Running on Empty? How a ‘Check Engine’ Light for the Brain Could Make Learning Fairer



Imagine a dedicated coach training a talented athlete. One day, the athlete’s performance inexplicably drops. They’re slower, their form is off, and they struggle with drills they mastered weeks ago. A great coach wouldn’t immediately conclude the athlete has lost their skill. Instead, they’d likely ask, “Did you get enough sleep? Are you feeling overworked?” The coach understands that performance is not just about skill; it’s also about physical and mental readiness.

In education, students are much like these athletes, training their minds to tackle complex challenges. Yet, when their academic performance falters, we often lack the insight of a good coach. We see the symptom—a wrong answer on a test—but not the underlying cause. Is the student struggling with the material, or are they simply running on empty?

This is the central problem my research aims to solve. Today’s college students are navigating a demanding landscape, balancing difficult courses with jobs, extracurriculars, and personal responsibilities. The result is often a state of cognitive fatigue—a mental exhaustion that makes it difficult to focus, learn, and perform at one’s best. The trouble is that this fatigue is invisible. A mentally exhausted student can look distracted or disengaged, leading educators and even sophisticated learning software to misinterpret their struggles as a lack of effort or ability.

InnovatED Author, Amirreza Mehrabi, Ph.D. Student in the College of Engineering
Amirreza Mehrabi, Ph.D. Student in the College of Engineering

This creates a frustrating feedback loop. For example, a bright physics student takes a late-night quiz after a long day, as her energy fades, simple errors creep in. The adaptive system reads the mistakes as misunderstandings and prescribes remedial videos she doesn’t need, wasting her precious time and reinforcing a false sense of academic failure. The solution is misaligned with the problem.

My work is about making this invisible fatigue visible, ensuring a student’s performance is a true reflection of their knowledge, not just their state of mind at a particular moment. The goal is to build a smarter, more humane learning environment. To do this, we need to give students and educators the equivalent of a “check engine” light for the brain.

Our solution integrates two powerful ideas. First, we employ adaptive artificial intelligence that analyzes a student’s recent responses and, in real time, adjusts the next question, hint, or resource to pinpoint and address the specific concepts the student has not yet mastered. At Purdue, we have successfully used this approach in introductory physics courses to pinpoint exact skill gaps and select the right resources to fix them. But this was only half the picture. We still saw dips in student performance that the data couldn’t explain. Performance is shaped by ability (what you know), motivation (what you’re willing to apply), and fatigue (what you have the energy to use). Each variable calls for a different response, so we need data that helps distinguish between the three.

To collect that data, we look to wearable devices, like a smartwatch, which can sense tiny beat-to-beat changes between heartbeats—heart-rate variability (HRV). HRV patterns often track mental load and fatigue, though they also shift with stress, excitement, or movement, so we handle them carefully. By analyzing this data—securely and privately on the device itself—a trained artificial intelligence model can identify when a student is shifting from a state of focused engagement to one of fatigue.

When the AI system detects the early signs of mental exhaustion, it acts not as a judge, but as a quiet co-pilot. It triggers a light-touch, real-time intervention. This isn’t a disruptive alarm. Instead, it might be a simple notification suggesting a 30-second micro-break, a prompt to guide the student through a slow-paced breathing exercise, or a slight adjustment to the difficulty of the next question to provide a momentary reprieve. These small course corrections allow the student to reset and stabilize their mental state, preventing them from becoming overwhelmed. Our model distinguishes high motivation from reduced fatigue, so we don’t mistake a fast heartbeat for renewed energy; we adapt only when recovery—not challenge—is what’s needed.

By treating fatigue as a measurable and manageable variable, we can create a fairer and more effective learning experience. It moves us away from a system that inadvertently penalizes students for being human and responding naturally to their environment, and toward one that is truly empathetic. Just as a good coach helps their athlete manage energy to achieve peak performance, our educational tools should help students manage their focus to unlock their genuine potential. This work is a step toward a future where our technology is not just smart but also wise, ensuring that every student’s academic journey accurately reflects their capabilities.

Visual aid illustrating the differences in visible and invisible cognitive fatigue

About the Author: 

Amirreza Mehrabi is a researcher and educator specializing in artificial intelligence, adaptive learning systems, and engineering education. He is pursuing a dual degree: a Ph.D. in Engineering Education and a Master’s in Machine Learning and Artificial Intelligence in the School of Electrical and Computer Engineering at Purdue University. He has served as Head of the ASEE Chapter at Purdue. His research focuses on using optimization algorithms and deep learning models to enhance the way we learn and live. He is passionate about designing AI agents that personalize learning and mentor future innovators.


**Exercise prompt:**
Return each line of the data below verbatim; pictures are to be left out.

**Task input:**
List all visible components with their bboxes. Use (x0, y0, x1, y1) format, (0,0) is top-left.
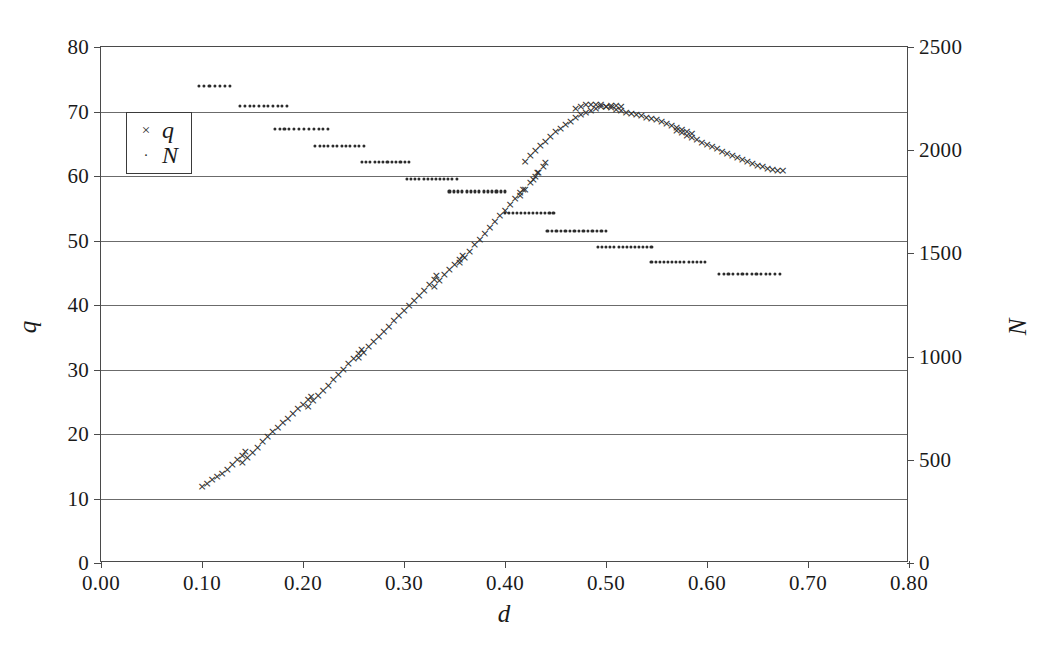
data-point-n (586, 229, 589, 232)
data-point-n (362, 145, 365, 148)
data-point-q: × (617, 100, 626, 111)
data-point-q: × (389, 315, 398, 326)
data-point-q: × (415, 289, 424, 300)
y-axis-right-tick-label: 2000 (919, 138, 962, 163)
y-axis-left-tick-label: 70 (67, 99, 89, 124)
data-point-q: × (539, 160, 548, 171)
data-point-q: × (627, 107, 636, 118)
data-point-q: × (596, 101, 605, 112)
data-point-q: × (505, 198, 514, 209)
data-point-q: × (672, 124, 681, 135)
data-point-q: × (490, 216, 499, 227)
data-point-n (403, 160, 406, 163)
data-point-n (455, 178, 458, 181)
data-point-n (418, 178, 421, 181)
data-point-q: × (213, 470, 222, 481)
data-point-n (208, 85, 211, 88)
data-point-q: × (465, 245, 474, 256)
data-point-q: × (561, 118, 570, 129)
data-point-n (285, 104, 288, 107)
data-point-n (568, 229, 571, 232)
data-point-n (257, 104, 260, 107)
data-point-n (512, 212, 515, 215)
data-point-q: × (319, 385, 328, 396)
data-point-n (456, 190, 459, 193)
data-point-n (609, 246, 612, 249)
data-point-n (410, 178, 413, 181)
y-axis-right-title: N (1004, 319, 1032, 336)
data-point-n (312, 127, 315, 130)
data-point-n (452, 190, 455, 193)
gridline (101, 370, 907, 371)
gridline (101, 499, 907, 500)
data-point-q: × (657, 116, 666, 127)
x-axis-tick (909, 561, 910, 568)
data-point-n (281, 104, 284, 107)
data-point-n (349, 145, 352, 148)
data-point-n (746, 272, 749, 275)
data-point-n (203, 85, 206, 88)
data-point-q: × (384, 320, 393, 331)
data-point-n (507, 212, 510, 215)
data-point-q: × (238, 449, 247, 460)
data-point-q: × (723, 147, 732, 158)
data-point-n (283, 127, 286, 130)
data-point-n (577, 229, 580, 232)
data-point-q: × (432, 270, 441, 281)
legend-label-n: N (162, 142, 178, 169)
data-point-n (573, 229, 576, 232)
y-axis-left-title: q (14, 321, 42, 334)
data-point-q: × (677, 123, 686, 134)
data-point-n (395, 160, 398, 163)
data-point-q: × (556, 122, 565, 133)
data-point-q: × (682, 125, 691, 136)
data-point-n (353, 145, 356, 148)
data-point-n (544, 212, 547, 215)
x-axis-tick (808, 561, 809, 568)
data-point-q: × (778, 164, 787, 175)
x-axis-title: d (498, 600, 511, 628)
data-point-n (447, 178, 450, 181)
data-point-n (443, 178, 446, 181)
data-point-q: × (430, 274, 439, 285)
data-point-q: × (526, 177, 535, 188)
data-point-q: × (268, 426, 277, 437)
data-point-n (532, 212, 535, 215)
y-axis-left-tick (94, 47, 101, 48)
data-point-q: × (707, 141, 716, 152)
data-point-n (267, 104, 270, 107)
data-point-q: × (430, 280, 439, 291)
y-axis-left-tick (94, 563, 101, 564)
data-point-q: × (248, 447, 257, 458)
data-point-q: × (667, 120, 676, 131)
data-point-n (755, 272, 758, 275)
data-point-q: × (738, 154, 747, 165)
data-point-q: × (329, 374, 338, 385)
y-axis-left-tick-label: 40 (67, 293, 89, 318)
data-point-q: × (516, 187, 525, 198)
data-point-q: × (531, 145, 540, 156)
data-point-q: × (733, 152, 742, 163)
y-axis-right-tick (907, 357, 914, 358)
data-point-n (629, 246, 632, 249)
data-point-n (491, 190, 494, 193)
data-point-n (273, 127, 276, 130)
data-point-n (218, 85, 221, 88)
data-point-q: × (521, 155, 530, 166)
data-point-n (229, 85, 232, 88)
data-point-q: × (516, 190, 525, 201)
data-point-n (302, 127, 305, 130)
data-point-q: × (773, 164, 782, 175)
data-point-q: × (369, 336, 378, 347)
data-point-n (516, 212, 519, 215)
data-point-n (774, 272, 777, 275)
y-axis-right-tick (907, 47, 914, 48)
data-point-q: × (354, 347, 363, 358)
y-axis-right-tick-label: 500 (919, 447, 951, 472)
x-axis-tick-label: 0.70 (789, 571, 827, 596)
data-point-n (248, 104, 251, 107)
y-axis-left-tick-label: 50 (67, 228, 89, 253)
data-point-n (736, 272, 739, 275)
data-point-n (582, 229, 585, 232)
data-point-n (438, 178, 441, 181)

**Your response:**
List all visible components with their bboxes. Use (x0, y0, x1, y1) format, (0,0) is top-left.
data-point-n (586, 229, 589, 232)
data-point-n (362, 145, 365, 148)
data-point-q: × (617, 100, 626, 111)
data-point-q: × (389, 315, 398, 326)
data-point-q: × (415, 289, 424, 300)
y-axis-right-tick-label: 2000 (919, 138, 962, 163)
y-axis-left-tick-label: 70 (67, 99, 89, 124)
data-point-q: × (539, 160, 548, 171)
data-point-q: × (627, 107, 636, 118)
data-point-q: × (596, 101, 605, 112)
data-point-q: × (505, 198, 514, 209)
data-point-q: × (672, 124, 681, 135)
data-point-q: × (490, 216, 499, 227)
data-point-n (403, 160, 406, 163)
data-point-n (455, 178, 458, 181)
data-point-n (418, 178, 421, 181)
data-point-q: × (213, 470, 222, 481)
data-point-n (208, 85, 211, 88)
data-point-q: × (465, 245, 474, 256)
data-point-q: × (561, 118, 570, 129)
data-point-n (285, 104, 288, 107)
data-point-n (568, 229, 571, 232)
data-point-n (257, 104, 260, 107)
data-point-n (512, 212, 515, 215)
data-point-q: × (319, 385, 328, 396)
data-point-n (456, 190, 459, 193)
data-point-n (609, 246, 612, 249)
data-point-n (410, 178, 413, 181)
y-axis-right-title: N (1004, 319, 1032, 336)
data-point-n (312, 127, 315, 130)
data-point-n (452, 190, 455, 193)
gridline (101, 370, 907, 371)
gridline (101, 499, 907, 500)
data-point-q: × (657, 116, 666, 127)
x-axis-tick (909, 561, 910, 568)
data-point-n (281, 104, 284, 107)
data-point-n (349, 145, 352, 148)
data-point-n (746, 272, 749, 275)
data-point-n (203, 85, 206, 88)
data-point-q: × (384, 320, 393, 331)
data-point-n (507, 212, 510, 215)
data-point-q: × (238, 449, 247, 460)
data-point-q: × (723, 147, 732, 158)
data-point-n (283, 127, 286, 130)
data-point-n (577, 229, 580, 232)
data-point-q: × (432, 270, 441, 281)
legend-label-n: N (162, 142, 178, 169)
data-point-n (573, 229, 576, 232)
y-axis-left-title: q (14, 321, 42, 334)
data-point-q: × (677, 123, 686, 134)
data-point-n (395, 160, 398, 163)
data-point-q: × (556, 122, 565, 133)
data-point-q: × (682, 125, 691, 136)
data-point-n (353, 145, 356, 148)
data-point-n (544, 212, 547, 215)
x-axis-tick (808, 561, 809, 568)
data-point-q: × (778, 164, 787, 175)
x-axis-title: d (498, 600, 511, 628)
data-point-n (447, 178, 450, 181)
data-point-n (443, 178, 446, 181)
data-point-q: × (430, 274, 439, 285)
data-point-q: × (526, 177, 535, 188)
data-point-q: × (268, 426, 277, 437)
data-point-n (532, 212, 535, 215)
y-axis-left-tick (94, 47, 101, 48)
data-point-q: × (707, 141, 716, 152)
data-point-n (267, 104, 270, 107)
data-point-q: × (430, 280, 439, 291)
y-axis-left-tick (94, 563, 101, 564)
data-point-q: × (248, 447, 257, 458)
data-point-q: × (667, 120, 676, 131)
data-point-n (755, 272, 758, 275)
data-point-q: × (738, 154, 747, 165)
data-point-q: × (329, 374, 338, 385)
y-axis-left-tick-label: 40 (67, 293, 89, 318)
data-point-q: × (516, 187, 525, 198)
data-point-q: × (531, 145, 540, 156)
data-point-q: × (733, 152, 742, 163)
y-axis-right-tick (907, 357, 914, 358)
data-point-n (629, 246, 632, 249)
data-point-n (491, 190, 494, 193)
data-point-n (273, 127, 276, 130)
data-point-n (218, 85, 221, 88)
data-point-q: × (521, 155, 530, 166)
data-point-n (229, 85, 232, 88)
data-point-q: × (516, 190, 525, 201)
data-point-n (302, 127, 305, 130)
data-point-q: × (773, 164, 782, 175)
data-point-q: × (369, 336, 378, 347)
data-point-n (516, 212, 519, 215)
data-point-n (774, 272, 777, 275)
y-axis-right-tick (907, 47, 914, 48)
data-point-q: × (354, 347, 363, 358)
y-axis-right-tick-label: 500 (919, 447, 951, 472)
x-axis-tick-label: 0.70 (789, 571, 827, 596)
data-point-n (248, 104, 251, 107)
y-axis-left-tick-label: 50 (67, 228, 89, 253)
data-point-n (736, 272, 739, 275)
data-point-n (582, 229, 585, 232)
data-point-n (438, 178, 441, 181)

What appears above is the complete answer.